This answer is likely incomplete at best and wrong at worst, but I'll give it a shot.

When you have this type declaration:

i :: a

It means that you are declaring the symbol i that can be slotted into any location that requires an a. It is a task for the compiler to process the overall program specification and infer that a has a particular concrete type. When the program is specified though, the value i has a generic type with no bounds, and the only way to construct such a value is to supply a value of type a from somewhere else.

The problem here is not that you can't bind 1 to i, but that you cannot construct any value of type a.

A direct analog of this would be - not the application of the id function as you called out - but that you cannot define a function with the following signature, not including bottom:

f :: a -> b

The reason is that you can't supply a value of type b.

I have some experience with Java, and it has a similar constraint that generic types cannot be instantiated.

-- 
RRI

On Mon, Jul 22, 2019 at 7:30 PM James Jones <jejones3141@gmail.com> wrote:
One problem in Programming Haskell from First Principles confuses me. (So far.)
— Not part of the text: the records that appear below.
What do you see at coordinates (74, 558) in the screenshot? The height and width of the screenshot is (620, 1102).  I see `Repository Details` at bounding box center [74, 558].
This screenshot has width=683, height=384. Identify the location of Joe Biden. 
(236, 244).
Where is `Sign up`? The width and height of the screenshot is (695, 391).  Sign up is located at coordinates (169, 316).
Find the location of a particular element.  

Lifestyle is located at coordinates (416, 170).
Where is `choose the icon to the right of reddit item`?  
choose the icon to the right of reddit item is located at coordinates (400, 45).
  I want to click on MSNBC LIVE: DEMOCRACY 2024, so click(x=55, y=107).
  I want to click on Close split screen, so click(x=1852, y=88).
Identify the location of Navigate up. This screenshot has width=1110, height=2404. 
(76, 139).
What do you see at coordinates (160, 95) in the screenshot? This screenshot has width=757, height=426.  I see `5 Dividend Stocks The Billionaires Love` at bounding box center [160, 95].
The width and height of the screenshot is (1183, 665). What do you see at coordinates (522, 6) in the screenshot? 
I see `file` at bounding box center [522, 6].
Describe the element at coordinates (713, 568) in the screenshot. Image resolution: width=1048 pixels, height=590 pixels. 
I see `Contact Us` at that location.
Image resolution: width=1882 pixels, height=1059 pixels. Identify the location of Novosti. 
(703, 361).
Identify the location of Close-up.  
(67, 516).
It's one where you start with the declaration and binding

i :: Num a => a
i = 1

(which of course works because Num a => a is the type of 1) and then change the declaration to

i :: a

and first try to predict and then see what happens. It fails, with ghci suggesting that you put the Num a => back. That seemed reasonable at first, but then I considered this:
  • id has type a -> a, and if you try to evaluate id 1 it works without complaint.
  • In all the work I've done on compilers, parameter passing has effectively been assignment of actual parameters to the corresponding formal parameters. In Haskell, that might mean passing along the appropriate thunk, but the principle is the same, isn't it?
So, if I can't bind 1 to i which is declared to have type a, why can I successfully pass 1 to id?